Writing Life: October 2007 Archives

Writing under the Junta

user-pic
Vote 0 Votes
As writers of nonfiction here in the States worry that they might inadvertently insult their mothers, a fiction writer in Southeast Asia takes a far greater risk for the art.  You have to respect someone who still actually lives in Myanmar/Burma writing a book of cutting-edge fiction, and getting international notice for it. Nu Nu Yi Inwa is nominated for a new Asian literature prize.

On the Mississippi near Ft. Snelling State Park, last Saturday.  Some people have all the fun.



On an un-literary note, I just found out that scientists are using the ground two blocks from my old apartment to predict when the next apocalyptic earthquake will happen in the San Francisco Bay Area. Their conclusion? Yeah, real soon.  Now that I'm safely in Minnesota I can stop nailing my books to the walls.

Ok, let's get semi-literary for a moment. So now JK Rowling acknowledges using Christian themes in the Harry Potter books--something she kept close the chest until the last one was published because--well--we all kinda know how the Christ story goes, and that might ruin the surprise.  My disappointment in this revelation isn't that she's using religious imagery. As a British writer she's steeped in a predominently Christian culture, and the symbols and stories of Christianity can often be found in great literature. What disappoints me is that when I read the last Potter book, the parallels to another giant of children's lit--Lewis' The Lion, the Witch & the Wardrobe--were awfully close. Now with this additional insight that she, like Lewis, was explicitly modeling the Christ crucifixion/resurrection in an epic fantasy--well, in the context of children's fantasy literature, that's already been done in a very big way.  When you really go back and look at that last book the whole plot structure of Harry Potter starts getting extremely close to Narnia.  Is this formulaic, or just a great narrative tradition?

Lessing grabs the Nobel

user-pic
Vote 0 Votes
Ok, so none of us saw this one coming. Doris Lessing grabbed the Nobel prize, and anybody who bet money on Philip Roth is now running from their bookie.  I read Lessing's "Memoirs of a Survivior" in college and remember it as a rich but difficult book; I've read none of her recent work.  Harold Bloom threw a little hissyfit, and some are worried now that Roth and others will forever be overlooked. But as this Forbes article points out, there may be some genre-rivalry involved in the shock of some critics at her selection.  Realistic fiction vs speculative fiction: SUNDAY, SUNDAY, SUNDAY!!!

Ok, I'll stop. Here's a pretty picture. Lake Maria, in central Minnesota, last weekend.


About this Archive

This page is an archive of entries in the Writing Life category from October 2007.

total uninstall keygen 3.5

Writing Life: September 2007 is the previous archive.

Writing Life: December 2007 is the next archive.

Find recent content on the main index or look in the archives to find all content.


__Your instructions__
Scan the records for the word "high". Report each line where it occurs.

═══ Material shown ═══

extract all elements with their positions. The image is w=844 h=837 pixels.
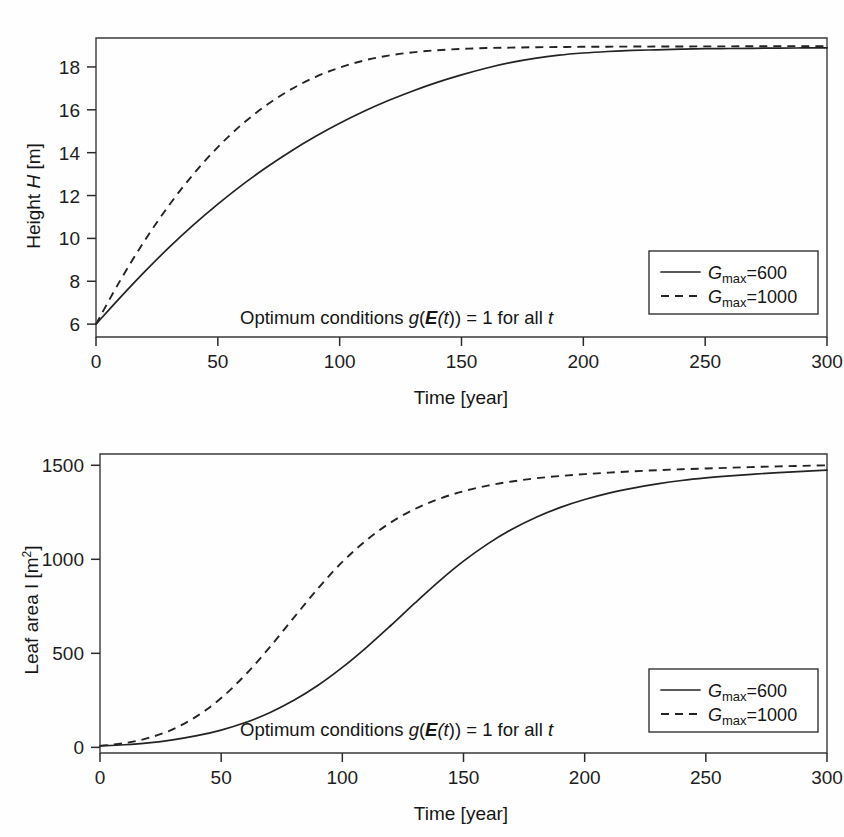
x-tick-label: 100 [326,767,358,788]
annotation-paren-close: )) [449,719,466,740]
legend-eq-1: = [747,705,758,725]
annotation-E: E [425,307,438,328]
legend-subscript-1: max [722,295,747,310]
legend-eq-0: = [747,681,758,701]
annotation-eq: = 1 for all [466,307,548,328]
x-tick-label: 250 [690,767,722,788]
legend-value-1: 1000 [757,287,797,307]
y-axis-title: Leaf area I [m2] [20,545,42,674]
annotation-paren-close: )) [449,307,466,328]
y-axis-title: Height H [m] [23,143,44,249]
y-axis-title-pre: Height [23,189,44,249]
x-tick-label: 50 [207,351,228,372]
x-tick-label: 300 [811,767,843,788]
x-tick-label: 150 [448,767,480,788]
y-tick-label: 12 [59,186,80,207]
annotation-pre: Optimum conditions [240,719,409,740]
x-tick-label: 50 [211,767,232,788]
legend-symbol-1: G [708,705,722,725]
annotation-E: E [425,719,438,740]
y-tick-label: 500 [52,643,84,664]
x-tick-label: 300 [811,351,843,372]
y-tick-label: 0 [73,737,84,758]
legend-eq-0: = [747,263,758,283]
legend-subscript-0: max [722,271,747,286]
x-tick-label: 0 [95,767,106,788]
x-axis-title: Time [year] [414,387,508,408]
x-tick-label: 250 [689,351,721,372]
annotation-optimum-conditions: Optimum conditions g(E(t)) = 1 for all t [240,307,554,328]
y-axis-title-pre: Leaf area I [m [21,557,42,674]
height-y-ticks: 681012141618 [59,57,96,335]
legend-eq-1: = [747,287,758,307]
legend-entry-gmax-600: Gmax=600 [708,263,787,286]
y-axis-title-post: ] [21,545,42,550]
x-tick-label: 150 [446,351,478,372]
x-axis-title: Time [year] [414,803,508,824]
leafarea-chart-svg: 050100150200250300 050010001500 Time [ye… [0,420,844,837]
x-tick-label: 200 [569,767,601,788]
annotation-t2: t [548,307,554,328]
legend-subscript-1: max [722,713,747,728]
y-axis-title-symbol: H [23,175,44,189]
annotation-pre: Optimum conditions [240,307,409,328]
figure-page: 050100150200250300 681012141618 Time [ye… [0,0,844,837]
legend-entry-gmax-1000: Gmax=1000 [708,287,797,310]
y-tick-label: 10 [59,228,80,249]
legend-value-0: 600 [757,263,787,283]
y-tick-label: 6 [69,314,80,335]
y-tick-label: 1500 [42,455,84,476]
y-tick-label: 8 [69,271,80,292]
height-chart-svg: 050100150200250300 681012141618 Time [ye… [0,0,844,420]
leafarea-x-ticks: 050100150200250300 [95,753,843,788]
legend-subscript-0: max [722,689,747,704]
annotation-t2: t [548,719,554,740]
x-tick-label: 100 [324,351,356,372]
y-tick-label: 16 [59,100,80,121]
leafarea-y-ticks: 050010001500 [42,455,100,758]
chart-leafarea-vs-time: 050100150200250300 050010001500 Time [ye… [0,420,844,837]
y-axis-title-post: [m] [23,143,44,175]
legend[interactable]: Gmax=600 Gmax=1000 [649,669,818,732]
y-tick-label: 18 [59,57,80,78]
legend[interactable]: Gmax=600 Gmax=1000 [649,251,818,314]
legend-value-0: 600 [757,681,787,701]
legend-symbol-1: G [708,287,722,307]
height-x-ticks: 050100150200250300 [91,337,843,372]
legend-entry-gmax-1000: Gmax=1000 [708,705,797,728]
annotation-eq: = 1 for all [466,719,548,740]
legend-value-1: 1000 [757,705,797,725]
x-tick-label: 0 [91,351,102,372]
annotation-optimum-conditions: Optimum conditions g(E(t)) = 1 for all t [240,719,554,740]
x-tick-label: 200 [567,351,599,372]
legend-symbol-0: G [708,681,722,701]
chart-height-vs-time: 050100150200250300 681012141618 Time [ye… [0,0,844,420]
legend-symbol-0: G [708,263,722,283]
legend-entry-gmax-600: Gmax=600 [708,681,787,704]
y-tick-label: 1000 [42,549,84,570]
y-tick-label: 14 [59,143,81,164]
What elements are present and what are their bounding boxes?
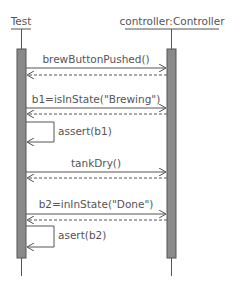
- activation-bar-controller: [167, 49, 176, 258]
- message-is-in-state-brewing: b1=isInState("Brewing"): [26, 93, 167, 114]
- message-label: tankDry(): [71, 157, 121, 169]
- message-brew-button-pushed: brewButtonPushed(): [26, 53, 167, 75]
- activation-bar-test: [17, 49, 26, 258]
- message-label: b2=inInState("Done"): [39, 198, 154, 210]
- participant-test: Test: [10, 15, 32, 276]
- self-call-assert-b2: asert(b2): [26, 226, 106, 247]
- self-call-assert-b1: assert(b1): [26, 122, 112, 142]
- participant-controller-label: controller:Controller: [119, 15, 225, 27]
- message-tank-dry: tankDry(): [26, 157, 167, 178]
- sequence-diagram: Test controller:Controller brewButtonPus…: [0, 0, 232, 287]
- message-label: asert(b2): [58, 229, 106, 241]
- message-label: brewButtonPushed(): [42, 53, 149, 65]
- message-in-in-state-done: b2=inInState("Done"): [26, 198, 167, 220]
- message-label: assert(b1): [58, 125, 112, 137]
- participant-test-label: Test: [10, 15, 32, 27]
- self-call-arrow: [26, 122, 54, 142]
- self-call-arrow: [26, 226, 54, 247]
- message-label: b1=isInState("Brewing"): [32, 93, 161, 105]
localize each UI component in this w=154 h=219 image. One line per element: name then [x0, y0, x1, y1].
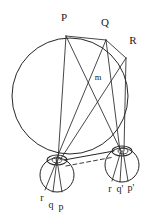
- label-p: p: [59, 201, 64, 212]
- line-P-to-left-node: [58, 36, 66, 160]
- figure-svg: P Q R m r q p r q' p': [0, 0, 154, 219]
- line-R-to-right-node: [124, 58, 126, 151]
- label-q: q: [49, 199, 54, 210]
- line-R-to-left-node: [60, 58, 126, 160]
- label-r-prime: r: [108, 183, 112, 194]
- chord-Q-R: [106, 40, 126, 58]
- left-circle-group: [40, 155, 74, 192]
- label-P: P: [61, 11, 67, 23]
- label-q-prime: q': [117, 183, 124, 194]
- label-m: m: [95, 72, 102, 82]
- label-p-prime: p': [128, 182, 135, 193]
- label-R: R: [129, 34, 137, 46]
- label-r: r: [40, 192, 44, 203]
- label-Q: Q: [101, 16, 109, 28]
- construction-lines: [56, 36, 126, 160]
- main-circle: [12, 38, 128, 154]
- geometry-diagram-canvas: P Q R m r q p r q' p': [0, 0, 154, 219]
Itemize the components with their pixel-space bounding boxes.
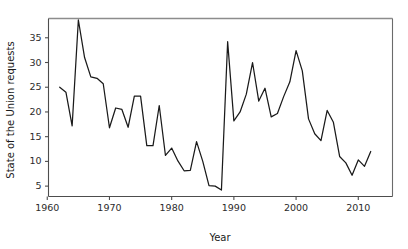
- x-axis-ticks: 196019701980199020002010: [35, 197, 370, 213]
- x-tick-label: 1980: [160, 202, 184, 213]
- x-tick-label: 1970: [97, 202, 121, 213]
- series-line: [60, 20, 371, 190]
- x-tick-label: 2010: [346, 202, 370, 213]
- x-tick-label: 1990: [222, 202, 246, 213]
- x-tick-label: 1960: [35, 202, 59, 213]
- y-tick-label: 15: [29, 131, 41, 142]
- y-tick-label: 20: [29, 106, 41, 117]
- y-axis-ticks: 5101520253035: [29, 32, 48, 191]
- chart-figure: 5101520253035 196019701980199020002010 Y…: [0, 0, 408, 249]
- y-tick-label: 25: [29, 81, 41, 92]
- y-axis-title: State of the Union requests: [5, 41, 16, 178]
- y-tick-label: 30: [29, 57, 41, 68]
- x-tick-label: 2000: [284, 202, 308, 213]
- line-chart-svg: 5101520253035 196019701980199020002010 Y…: [0, 0, 408, 249]
- y-tick-label: 35: [29, 32, 41, 43]
- y-tick-label: 5: [35, 180, 41, 191]
- plot-frame: [49, 19, 393, 197]
- y-tick-label: 10: [29, 155, 41, 166]
- data-series-group: [60, 20, 371, 190]
- x-axis-title: Year: [208, 232, 231, 243]
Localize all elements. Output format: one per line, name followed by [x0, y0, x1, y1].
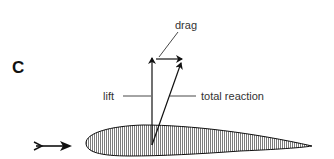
airfoil-force-diagram: C drag lift total reaction: [0, 0, 334, 159]
airflow-arrow-icon: [34, 141, 72, 151]
panel-label: C: [12, 58, 24, 77]
total-reaction-label: total reaction: [201, 90, 264, 102]
airfoil: [86, 125, 312, 156]
lift-label: lift: [103, 90, 114, 102]
drag-leader-line: [159, 32, 178, 57]
drag-label: drag: [175, 19, 197, 31]
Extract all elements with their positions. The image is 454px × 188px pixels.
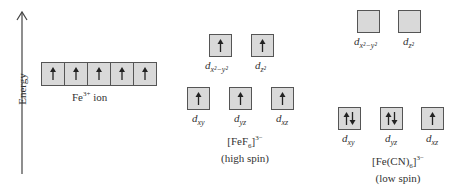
orbital-box-ls-dxy [338, 107, 361, 130]
spin-up-arrow-icon [422, 108, 443, 129]
orbital-box [42, 63, 65, 85]
spin-up-arrow-icon [42, 63, 64, 85]
ion-symbol: Fe [72, 91, 83, 103]
orbital-box-ls-dyz [380, 107, 403, 130]
energy-axis-label: Energy [16, 69, 28, 109]
orbital-subscript: z² [261, 65, 267, 74]
orbital-label-hs-dxz: dxz [276, 112, 288, 127]
orbital-label-ls-dyz: dyz [385, 132, 397, 147]
spin-up-arrow-icon [252, 35, 273, 56]
formula-main: [Fe(CN) [372, 155, 409, 167]
orbital-subscript: yz [240, 118, 247, 127]
spin-up-arrow-icon [88, 63, 110, 85]
orbital-box-hs-dxz [271, 87, 294, 110]
orbital-box [65, 63, 88, 85]
complex-formula: [Fe(CN)6]3− [358, 152, 438, 172]
orbital-label-ls-dx2y2: dx²−y² [354, 35, 377, 50]
spin-state-label: (high spin) [213, 152, 277, 164]
spin-up-arrow-icon [65, 63, 87, 85]
orbital-label-hs-dyz: dyz [234, 112, 246, 127]
low-spin-caption: [Fe(CN)6]3− (low spin) [358, 152, 438, 184]
orbital-label-ls-dxz: dxz [426, 132, 438, 147]
spin-pair-arrows-icon [339, 108, 360, 129]
complex-formula: [FeF6]3− [213, 132, 277, 152]
spin-pair-arrows-icon [381, 108, 402, 129]
free-ion-label: Fe3+ ion [72, 88, 107, 103]
orbital-label-hs-dz2: dz² [255, 59, 266, 74]
spin-up-arrow-icon [111, 63, 133, 85]
orbital-box-ls-dz2 [398, 10, 421, 33]
free-ion-orbitals [41, 62, 157, 86]
orbital-subscript: x²−y² [360, 41, 377, 50]
orbital-label-ls-dxy: dxy [342, 132, 355, 147]
orbital-box [134, 63, 156, 85]
spin-up-arrow-icon [210, 35, 231, 56]
orbital-subscript: xy [198, 118, 205, 127]
spin-up-arrow-icon [230, 88, 251, 109]
orbital-subscript: xz [432, 138, 439, 147]
orbital-box-ls-dxz [421, 107, 444, 130]
orbital-subscript: x²−y² [211, 65, 228, 74]
orbital-box-hs-dz2 [251, 34, 274, 57]
orbital-label-ls-dz2: dz² [403, 35, 414, 50]
orbital-box-ls-dx2y2 [357, 10, 380, 33]
orbital-subscript: z² [409, 41, 415, 50]
orbital-box-hs-dyz [229, 87, 252, 110]
spin-up-arrow-icon [188, 88, 209, 109]
formula-main: [FeF [227, 135, 248, 147]
orbital-subscript: xy [348, 138, 355, 147]
orbital-subscript: yz [391, 138, 398, 147]
formula-charge: 3− [255, 134, 262, 142]
formula-charge: 3− [417, 154, 424, 162]
orbital-box [88, 63, 111, 85]
orbital-box-hs-dx2y2 [209, 34, 232, 57]
orbital-subscript: xz [282, 118, 289, 127]
spin-state-label: (low spin) [358, 172, 438, 184]
ion-word: ion [90, 91, 107, 103]
orbital-box-hs-dxy [187, 87, 210, 110]
spin-up-arrow-icon [134, 63, 156, 85]
orbital-label-hs-dxy: dxy [192, 112, 205, 127]
high-spin-caption: [FeF6]3− (high spin) [213, 132, 277, 164]
spin-up-arrow-icon [272, 88, 293, 109]
orbital-box [111, 63, 134, 85]
orbital-label-hs-dx2y2: dx²−y² [205, 59, 228, 74]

═══

__Expected answer__
spin-state-label: (high spin) [213, 152, 277, 164]
high-spin-caption: [FeF6]3− (high spin) [213, 132, 277, 164]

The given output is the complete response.